Ballakrishnen also interrogates their use of the term “feminism” in the book’s title. Gender parity was not intentional through any design by firm founders, firms operated without diversity policies, and the women lawyers themselves did not identify as feminist. Ballakrishnen ponders: “If gender parity is proceeded without an agentic movement or institutional sanction, is it still (or was it ever) feminist?” (5). Toward the end, Ballakrishnen returns to ask whether “gains” or “equality” rather than “feminism” are better fitted to the title because feminism connotes a fundamentally scripted and normative understanding and claims for itself political weight (170). As Ballakrishnen acutely observes, “The success of the Indian law firm case has not been as much about a feminist movement as it has been about legitimacy and economic opportunity” (168). Readers will enjoy the final chapter’s thoughtful discussion of the unsustainability of this opportunity for women. Ballakrishnen contends that the accidental circumstances they so adroitly document throughout the book would need to shift to intentional directives for gender equality to continue in the future of India’s elite transactional law firms.

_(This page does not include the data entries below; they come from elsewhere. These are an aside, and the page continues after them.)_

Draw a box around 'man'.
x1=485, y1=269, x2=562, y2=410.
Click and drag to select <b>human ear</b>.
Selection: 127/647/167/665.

Finally, I would be remiss if I did not mention unexpected and welcome diversions in Accidental Feminism. In the preface, Ballakrishnen reflects on their life of alterity, a queer life, and their mother as their ally through her accidental adoption of her daughter’s lived praxis. On first reading, I was not convinced that the self-reflective positioning was relevant to the book’s claims, and yet, there are some interesting connections suggested in terms of the women lawyers interviewed for this book and the author’s mother: they share a blasé attitude and relative indifference while allied with progressive change. Another unanticipated diversion is tucked away in thirty pages of endnotes, offering a subtext to the main argument of the book. The endnotes reveal a narrative apart from the chapters that offers the author’s poignant postscript reflection. Accidental Feminism has much to offer readers with interests in gender equality, organizational culture, and innovation, and those intrigued by globalization and women’s entry to elite transnational law firms in India and elsewhere.